Medical practices have a long history of working within a fee-for-service payment model. But that's in the process of changing. By 2017, practices will be required to conduct and report Consumer Assessment of Healthcare Providers and Systems - Clinician & Group Surveys (CG-CAHPS) to CMS as part of the transition to a new value-based reimbursement program. Like hospitals, which are currently "measured and monitored and rewarded [by CMS] based on [patient satisfaction scores]," says Meryl Luallin, physicians will be held responsible too.

Luallin is a San Diego-based consultant/partner with SullivanLuallin Group. Her firm specializes in helping medical practices develop strategies for assessing and improving patient satisfaction scores and maintaining service quality programs.

She recently gave Physicians Practice a preview of her presentation on evidence-based service strategies at the 2014 Medical Group Management Association (MGMA) Annual Conference.

Physicians Practice:Tell us about your presentation for MGMA14.

Meryl Luallin: We did an analysis of [our patient satisfaction survey] database both by specialty … and primary care. Then we performed a regression analysis which is used to identify the key drivers; the questions in the survey that are most likely to boost the ratings on certain other questions.

The typical [things] that [practices] want to know are how satisfied are their patients - the overall satisfaction with the practice - and, this is important, the likelihood the patient is to refer friends and neighbors to that practice.

My presentation is geared toward telling people what they can do to improve those questions to drive ultimate outcomes.

PP: Should practices create their own patient surveys?

ML: The fact is fewer practices today are using home-grown surveys. More of them are using surveys that have been vetted [by consultants] … or they are using surveys that are endorsed by the federal government. The interesting thing is that … the typical survey has a lot of questions. And those questions are very useful. But you don't know which question is the most important to focus on.

I'll give you a quick example. The lowest rated area across the country in our database is satisfaction with parking. … But actually, that is not a key driver of overall satisfaction with the practice, or likelihood to recommend [it to other patients]. There are other more important questions on the survey that have much greater influence on those two [metrics], not the least of which is the helpfulness of the receptionist and  … the provider's willingness to listen carefully to what the patient has to say.

PP: What should physicians know about CG-CAHPS?

ML: There's a major difference between the way that most people have been conducting surveys and [CMS' surveys]; the rating scale is the difference. I can ask you, "How would you rate waiting times in the exam room?" And the typical rating scale is: I would rate it excellent; very good; good; fair; or poor. The CG-CAHPS and the H-CAHPS [Consumer Assessment of Healthcare Providers and Systems - Hospitals] surveys have a different rating scale. They say, "How often in the last 12 months did you wait more than 15 minutes in the exam room?" And the rating scale is: always; sometimes; usually; never.
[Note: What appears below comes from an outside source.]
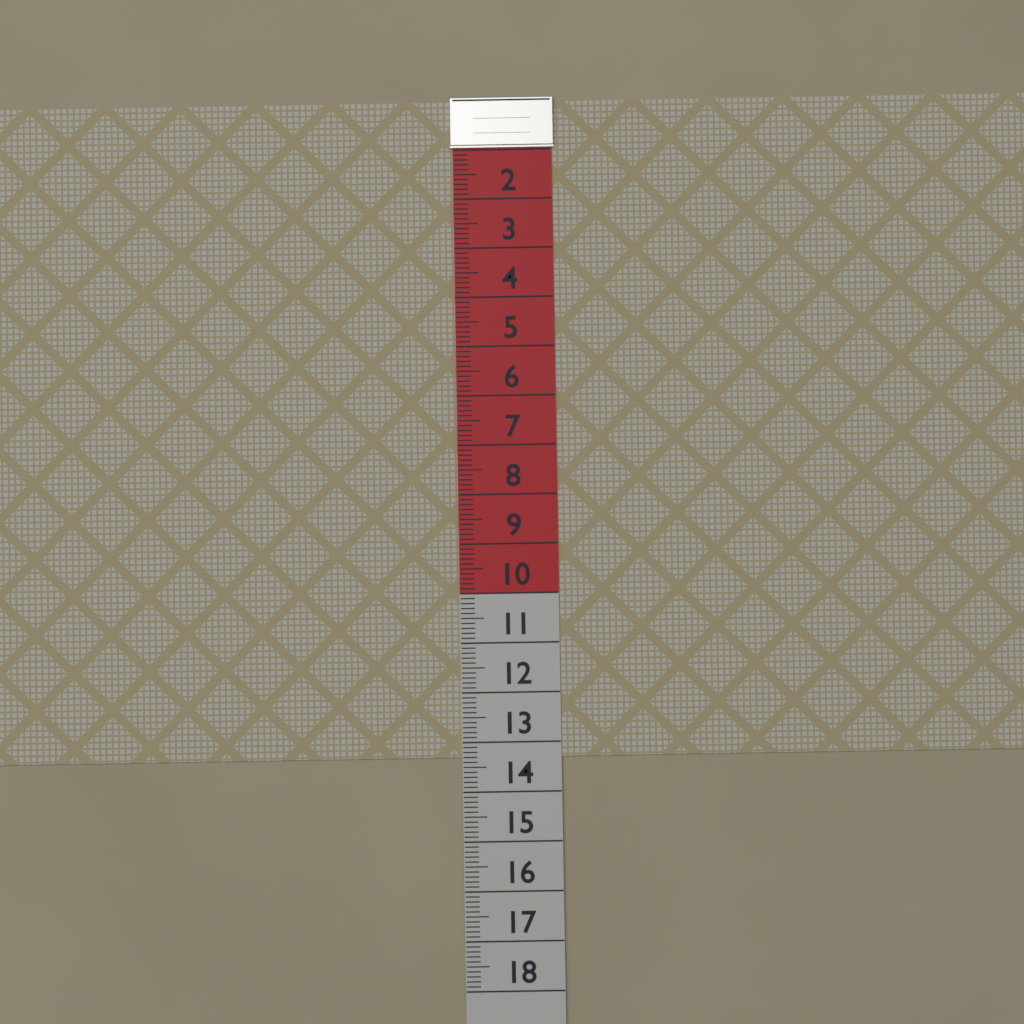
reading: 13.3 (no unit)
The reason that [the rating scale] is different is because the government wants to know what [the patient's] absolute experience was, not what [their] perception was. So what we have done for our clients, we are helping them to transition from the old, typical satisfaction survey to the CG-CAHPS survey by sharing with them the CG-CAHPS questions, the new rating scale, and including and incorporating some of the older questions that have to do with perception of [patient] experience.

Luallin has provided both a sample patient satisfaction survey you can use in your practice and a sample of the CG-CAHPS survey.

PP: What would you want practices to take away from your presentation?

ML: That there are a very few basic strategies that will ensure that your patients rate you high, and likely refer you to others. It is an easy acronym to remember, it's CLEAR, and in my presentation I'll give [attendees] techniques that go with that. The C is connect, the L is listen, the E is explain, the A is ask (there's certain questions that every doctor needs to ask, like "Did I answer all your questions?"), and the R is reconnect. People coming away from the session will understand that it is easy to do those five things. They take no more time or effort, and they will see their survey scores increase.

Luallin's session, "Evidence-based Service Strategies That Pay Off," will be held on Mon., Oct. 27, 2014, from 10:15 a.m. to 11:15 a.m.